The Defense Rests: Why Marketing Measurement Is What It Is & Why We're Different

We’ve picked apart modern marketing measurement in prior blogs. In fairness, let us take a moment to defend the state of this industry. While we don’t find typical modern marketing measurement accurate or productive, the fault lies not with measurement firms, but the conditions from which they were created. 

Finance leaders did not invent marketing measurement – marketers did.

Why were marketers asked to “grade their own homework”? Chief among the reasons is this:  business and finance leaders came from an explicitly biased place, one in which the value of a marketer was absolutely none whatsoever. Marketing measurement – from it’s very inception – optimized it’s function as a specific response to this misguided perception. The focus on “statistical proof” of marketing impact became the standard, not because it has any particular practical utility on future returns, but because this was the demanded burden of proof, to generate unassailable data forcing biased business skeptics to abandon the null hypothesis that marketing doesn’t work.

This also explains why marketing measurement firms frame completed work as “showing the ROI” of the marketing programs they are measuring – whether it be causal inference or through an inundation of correlative statistics (i.e. cascading ‘click attribution’ datasets). Marketing leaders faced with existential crises aren’t particularly interested in learning how they could allocate resources better — they want support for their right to allocate resources at all!

This is also why marketing measurement firms sell their services chiefly to marketers. An otherwise uninformed observer would assume that business impact measurement services would target a business operating leader, or financial leader, or strategic leader. By and large, most marketing measurement services make no attempt to cater to this audience, because there is no working assumption of good faith. Does this undermine the validity of marketing measurement services in the eyes of financial or operations executives? Absolutely. Is it a self-fulfilling prophecy? That is correct as well.

What Came First? Bad Measurement or Bad Faith Intentions?

And so this is the self-defeating cycle of marketing measurement and attribution that remains the state of affairs in 2021. It is why organizations with respected and resourced marketers that we speak to at Bonsai have had universally poor experiences with prior marketing measurement firms – whether they be media mix modelers, multi-touch attribution services, or other flavors in between. The work received has been solving the question: “Prove that your marketing organization is valuable.” That’s not the question a respected, data-driven marketer needs answered! Instead, “Help me improve the return of my future allocations, and do so frequently” would make the business stronger and the marketing org more impactful.

This is also why we get confusion from business stakeholders who come to us looking for justification of their current marketing organization. “Why would we want to know what’s not working? Can’t you help prove that what we are doing is having a strong ROI?”

This disconnect is a challenging one, because at Bonsai, we aren’t hunting for marketing ROI. We are trying to help you understand and improve your organization’s overall ROI. 

Some of you might be thinking, “Surely there cannot be business executives left who do not believe in marketing.” We have enough conversations with companies on a weekly basis that I can assure you, unfortunately this is still just as much the case as it ever was. At least half – maybe most – of the people we talk to about our marketing measurement services need existential justification to an actively hostile internal audience. Why a business would successfully grow without marketing is a bit beyond those of us who are exposed to actual business performance data on a regular basis, but it’s important to acknowledge what perceptions really are before trying to help a company better understand the truths within their customer data.

At Bonsai we believe in a model that simply acknowledges the truth:

  • Some marketing works, and some marketing could be improved.
  • That pricing, products and sales all contribute to customer success alongside marketing.
  • Customer outcomes can improve by evaluating strategies across every function and input.

This means our model differs in one fundamental way from most modern marketing measurement – we aren’t catering our insights and results towards defending a marketing investment to an audience who’s decidedly against it to begin with. Our model won’t work well for companies that implicitly don’t believe in sales, or pricing, or products, or marketing. If “proof” of something decidedly unprovable is what your organization demands as the standard to change it’s current behavior, you shouldn’t waste your time or money on us (or anyone else) and you should just get on operating however you want – data be damned. Paying for specialists to simply “prove that marketing works” is a waste of resources that gives legitimacy to a flawed line of thinking.

If your organization is open to improving it’s overall performance, and is open to the idea that more could be understood about how your initiatives collectively contribute to grow your business, our service might be just the thing for you. We can promise you’ll learn something about how your customers behave, and that we will increase successful client outcomes with strategies you can validate for yourself.

About the Author

Matt Butler
Ex-Googler of 12 years, Matt was a founding member of Google’s analytical consulting team, developing analytics, statistical forecasting, auction modeling, and machine learning for companies such as Procter & Gamble, Coca-Cola, Unilever, Kohl’s, Best Buy, and many more. He went on to lead global technical partnerships before leaving to found Bonsai in February, 2020.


* Task objective: Lines below containing the word "chart" should be copied out.

===== Study material

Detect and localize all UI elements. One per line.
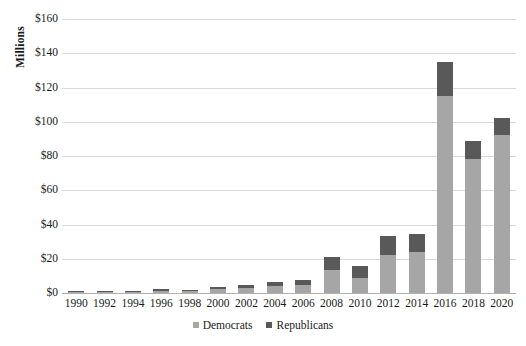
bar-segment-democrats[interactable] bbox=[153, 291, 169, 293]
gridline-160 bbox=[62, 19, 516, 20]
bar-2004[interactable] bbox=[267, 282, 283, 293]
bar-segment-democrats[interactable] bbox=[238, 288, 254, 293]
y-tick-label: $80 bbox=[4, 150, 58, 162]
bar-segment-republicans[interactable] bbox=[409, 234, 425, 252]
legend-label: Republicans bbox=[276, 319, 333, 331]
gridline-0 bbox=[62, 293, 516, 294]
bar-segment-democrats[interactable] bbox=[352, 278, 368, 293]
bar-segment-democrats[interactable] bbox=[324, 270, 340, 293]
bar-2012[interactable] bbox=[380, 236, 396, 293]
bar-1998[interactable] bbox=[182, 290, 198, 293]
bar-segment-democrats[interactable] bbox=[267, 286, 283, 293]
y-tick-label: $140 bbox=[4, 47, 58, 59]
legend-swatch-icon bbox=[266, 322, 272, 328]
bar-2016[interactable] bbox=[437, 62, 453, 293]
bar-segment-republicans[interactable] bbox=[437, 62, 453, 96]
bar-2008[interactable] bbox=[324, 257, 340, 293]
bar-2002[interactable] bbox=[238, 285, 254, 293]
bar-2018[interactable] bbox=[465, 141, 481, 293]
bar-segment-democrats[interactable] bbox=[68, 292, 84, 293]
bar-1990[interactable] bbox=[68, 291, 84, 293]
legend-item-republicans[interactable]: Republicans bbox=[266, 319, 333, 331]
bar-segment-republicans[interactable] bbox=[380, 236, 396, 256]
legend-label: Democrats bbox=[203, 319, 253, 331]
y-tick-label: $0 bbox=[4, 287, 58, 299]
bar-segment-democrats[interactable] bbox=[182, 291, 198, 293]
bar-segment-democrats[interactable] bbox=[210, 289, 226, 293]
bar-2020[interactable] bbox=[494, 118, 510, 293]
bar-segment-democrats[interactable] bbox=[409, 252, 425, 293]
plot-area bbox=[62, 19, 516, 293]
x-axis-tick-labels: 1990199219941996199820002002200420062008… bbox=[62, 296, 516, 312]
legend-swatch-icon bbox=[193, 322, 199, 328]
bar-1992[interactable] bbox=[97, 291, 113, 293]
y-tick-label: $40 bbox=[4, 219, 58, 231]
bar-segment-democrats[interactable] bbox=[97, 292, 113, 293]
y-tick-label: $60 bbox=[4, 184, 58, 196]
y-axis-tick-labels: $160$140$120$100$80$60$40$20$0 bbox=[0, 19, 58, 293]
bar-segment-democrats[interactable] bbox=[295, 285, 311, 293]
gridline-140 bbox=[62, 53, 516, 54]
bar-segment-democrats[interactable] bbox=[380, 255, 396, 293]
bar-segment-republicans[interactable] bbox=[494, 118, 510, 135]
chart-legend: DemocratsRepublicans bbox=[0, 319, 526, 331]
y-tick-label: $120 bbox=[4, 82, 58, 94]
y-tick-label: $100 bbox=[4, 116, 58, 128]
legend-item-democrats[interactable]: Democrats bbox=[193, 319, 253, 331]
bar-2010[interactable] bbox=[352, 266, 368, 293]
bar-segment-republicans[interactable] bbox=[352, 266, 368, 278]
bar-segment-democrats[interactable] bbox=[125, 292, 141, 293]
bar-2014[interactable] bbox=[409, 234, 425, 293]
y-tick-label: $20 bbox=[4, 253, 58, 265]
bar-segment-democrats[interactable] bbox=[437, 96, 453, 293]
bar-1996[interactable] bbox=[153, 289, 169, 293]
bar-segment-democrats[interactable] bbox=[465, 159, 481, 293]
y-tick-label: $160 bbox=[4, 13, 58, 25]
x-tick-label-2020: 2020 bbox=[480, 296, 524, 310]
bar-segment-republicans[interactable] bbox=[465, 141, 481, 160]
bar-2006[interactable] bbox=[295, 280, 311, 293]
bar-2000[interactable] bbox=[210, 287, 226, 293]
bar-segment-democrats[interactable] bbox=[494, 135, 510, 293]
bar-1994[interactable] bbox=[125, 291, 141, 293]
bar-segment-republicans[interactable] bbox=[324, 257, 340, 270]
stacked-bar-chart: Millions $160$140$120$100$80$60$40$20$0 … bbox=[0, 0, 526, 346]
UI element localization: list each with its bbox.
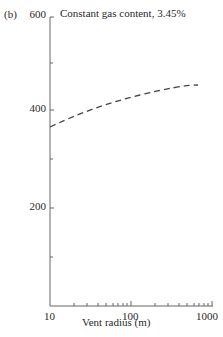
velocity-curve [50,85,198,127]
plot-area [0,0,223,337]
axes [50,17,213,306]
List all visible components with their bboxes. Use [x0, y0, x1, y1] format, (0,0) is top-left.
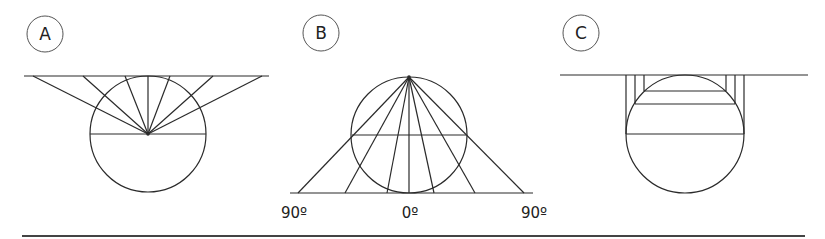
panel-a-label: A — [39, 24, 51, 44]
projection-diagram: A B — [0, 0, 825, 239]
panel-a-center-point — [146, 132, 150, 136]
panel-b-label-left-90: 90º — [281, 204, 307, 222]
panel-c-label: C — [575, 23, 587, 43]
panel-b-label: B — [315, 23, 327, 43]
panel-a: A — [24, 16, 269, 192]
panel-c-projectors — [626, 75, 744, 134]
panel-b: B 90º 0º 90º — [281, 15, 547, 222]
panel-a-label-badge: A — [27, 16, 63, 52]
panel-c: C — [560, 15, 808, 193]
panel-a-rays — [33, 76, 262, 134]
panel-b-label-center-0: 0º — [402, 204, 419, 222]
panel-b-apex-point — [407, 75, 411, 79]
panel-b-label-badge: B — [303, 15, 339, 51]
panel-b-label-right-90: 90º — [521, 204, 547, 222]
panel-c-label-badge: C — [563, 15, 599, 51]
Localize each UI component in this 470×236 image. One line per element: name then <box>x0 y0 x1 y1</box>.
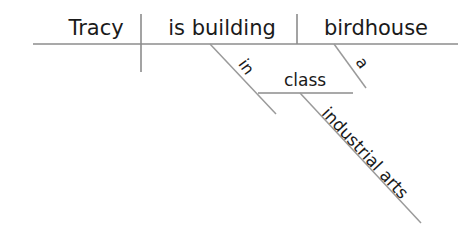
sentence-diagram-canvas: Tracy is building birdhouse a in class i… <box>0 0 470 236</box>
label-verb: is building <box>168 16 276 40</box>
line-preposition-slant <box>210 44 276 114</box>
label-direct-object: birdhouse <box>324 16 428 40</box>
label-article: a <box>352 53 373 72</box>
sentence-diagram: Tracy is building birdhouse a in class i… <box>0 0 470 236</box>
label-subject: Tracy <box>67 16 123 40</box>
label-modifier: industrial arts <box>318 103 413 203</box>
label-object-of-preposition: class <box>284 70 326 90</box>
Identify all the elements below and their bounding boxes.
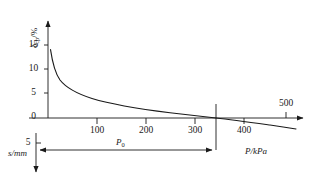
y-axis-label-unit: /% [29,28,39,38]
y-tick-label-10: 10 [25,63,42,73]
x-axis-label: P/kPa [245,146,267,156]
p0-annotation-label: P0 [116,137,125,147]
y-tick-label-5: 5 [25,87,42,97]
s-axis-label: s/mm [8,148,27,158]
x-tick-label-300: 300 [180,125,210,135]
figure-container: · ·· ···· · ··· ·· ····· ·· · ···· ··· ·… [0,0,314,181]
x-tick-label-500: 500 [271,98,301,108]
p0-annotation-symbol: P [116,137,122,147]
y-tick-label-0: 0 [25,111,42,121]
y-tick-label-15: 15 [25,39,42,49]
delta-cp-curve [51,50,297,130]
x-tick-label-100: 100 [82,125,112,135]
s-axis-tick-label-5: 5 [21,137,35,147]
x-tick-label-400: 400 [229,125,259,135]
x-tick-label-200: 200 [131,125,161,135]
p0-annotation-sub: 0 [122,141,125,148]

==========
===== Study material

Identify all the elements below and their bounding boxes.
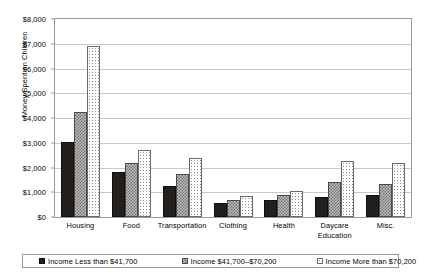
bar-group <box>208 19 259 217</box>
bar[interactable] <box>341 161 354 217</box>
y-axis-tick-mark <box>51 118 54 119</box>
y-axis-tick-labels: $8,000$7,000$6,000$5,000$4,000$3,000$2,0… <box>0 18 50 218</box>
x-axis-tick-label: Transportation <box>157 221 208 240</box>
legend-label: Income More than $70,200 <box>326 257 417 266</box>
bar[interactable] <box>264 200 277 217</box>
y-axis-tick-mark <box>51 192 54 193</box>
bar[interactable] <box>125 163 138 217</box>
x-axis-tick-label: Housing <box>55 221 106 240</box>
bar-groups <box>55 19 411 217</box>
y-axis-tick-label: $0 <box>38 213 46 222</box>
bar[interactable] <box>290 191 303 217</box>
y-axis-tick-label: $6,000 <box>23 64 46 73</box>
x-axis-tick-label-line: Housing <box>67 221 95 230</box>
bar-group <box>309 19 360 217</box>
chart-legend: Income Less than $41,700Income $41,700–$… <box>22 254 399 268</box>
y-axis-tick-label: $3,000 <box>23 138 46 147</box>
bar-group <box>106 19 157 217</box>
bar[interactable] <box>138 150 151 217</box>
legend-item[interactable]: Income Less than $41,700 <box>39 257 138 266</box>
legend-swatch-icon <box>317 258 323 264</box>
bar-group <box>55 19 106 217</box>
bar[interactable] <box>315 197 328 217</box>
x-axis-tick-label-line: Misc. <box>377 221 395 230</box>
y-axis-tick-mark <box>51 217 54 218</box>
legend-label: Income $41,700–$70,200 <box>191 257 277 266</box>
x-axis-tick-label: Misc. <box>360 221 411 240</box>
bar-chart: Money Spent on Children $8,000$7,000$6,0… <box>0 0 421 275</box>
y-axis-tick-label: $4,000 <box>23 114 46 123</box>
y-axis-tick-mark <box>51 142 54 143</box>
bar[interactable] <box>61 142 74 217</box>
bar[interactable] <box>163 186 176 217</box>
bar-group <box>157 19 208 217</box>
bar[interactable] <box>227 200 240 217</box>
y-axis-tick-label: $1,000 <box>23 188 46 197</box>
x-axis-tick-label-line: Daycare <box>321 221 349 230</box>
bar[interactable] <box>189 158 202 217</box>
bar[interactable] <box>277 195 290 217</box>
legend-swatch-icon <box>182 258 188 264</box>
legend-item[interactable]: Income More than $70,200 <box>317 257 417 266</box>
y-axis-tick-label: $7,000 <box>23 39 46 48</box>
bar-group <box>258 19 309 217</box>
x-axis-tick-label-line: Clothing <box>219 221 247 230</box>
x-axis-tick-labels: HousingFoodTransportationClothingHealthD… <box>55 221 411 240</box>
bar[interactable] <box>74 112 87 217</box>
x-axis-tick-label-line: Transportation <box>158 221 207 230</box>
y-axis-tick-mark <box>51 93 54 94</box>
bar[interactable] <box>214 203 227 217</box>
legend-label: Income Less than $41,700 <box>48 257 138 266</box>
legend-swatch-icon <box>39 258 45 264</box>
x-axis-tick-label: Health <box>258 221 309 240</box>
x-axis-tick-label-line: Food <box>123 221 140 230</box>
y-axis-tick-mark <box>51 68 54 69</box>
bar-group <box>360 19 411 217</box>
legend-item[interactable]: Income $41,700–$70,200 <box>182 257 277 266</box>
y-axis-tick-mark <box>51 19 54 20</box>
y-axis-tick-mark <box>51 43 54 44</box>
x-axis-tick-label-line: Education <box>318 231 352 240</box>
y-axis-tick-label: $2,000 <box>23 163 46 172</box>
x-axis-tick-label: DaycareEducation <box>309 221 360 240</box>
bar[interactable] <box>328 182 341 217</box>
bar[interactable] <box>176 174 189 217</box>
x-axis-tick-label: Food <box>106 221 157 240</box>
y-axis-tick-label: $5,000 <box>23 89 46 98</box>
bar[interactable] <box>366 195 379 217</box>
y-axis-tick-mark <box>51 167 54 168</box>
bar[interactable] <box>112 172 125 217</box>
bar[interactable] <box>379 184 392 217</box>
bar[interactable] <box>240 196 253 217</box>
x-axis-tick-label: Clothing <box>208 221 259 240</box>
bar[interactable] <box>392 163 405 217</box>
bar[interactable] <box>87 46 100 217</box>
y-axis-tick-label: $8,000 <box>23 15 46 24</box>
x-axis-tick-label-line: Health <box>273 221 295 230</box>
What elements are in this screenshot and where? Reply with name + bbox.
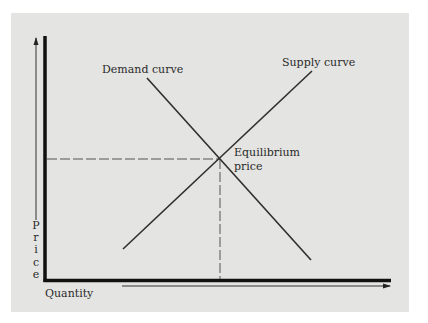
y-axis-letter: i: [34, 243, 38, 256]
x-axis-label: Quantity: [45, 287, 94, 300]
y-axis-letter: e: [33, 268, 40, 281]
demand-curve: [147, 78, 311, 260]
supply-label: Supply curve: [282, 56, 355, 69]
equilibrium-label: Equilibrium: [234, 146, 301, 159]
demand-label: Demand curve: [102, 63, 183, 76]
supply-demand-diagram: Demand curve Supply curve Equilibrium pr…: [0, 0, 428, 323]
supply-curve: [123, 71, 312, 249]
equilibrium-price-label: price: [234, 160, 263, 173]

==========

* Answer:
chart-legend: DemocratsRepublicans bbox=[0, 319, 526, 331]
stacked-bar-chart: Millions $160$140$120$100$80$60$40$20$0 … bbox=[0, 0, 526, 346]
chart-legend: Income Less than $41,700Income $41,700–$… <box>22 254 399 268</box>
bar-chart: Money Spent on Children $8,000$7,000$6,0… <box>0 0 421 275</box>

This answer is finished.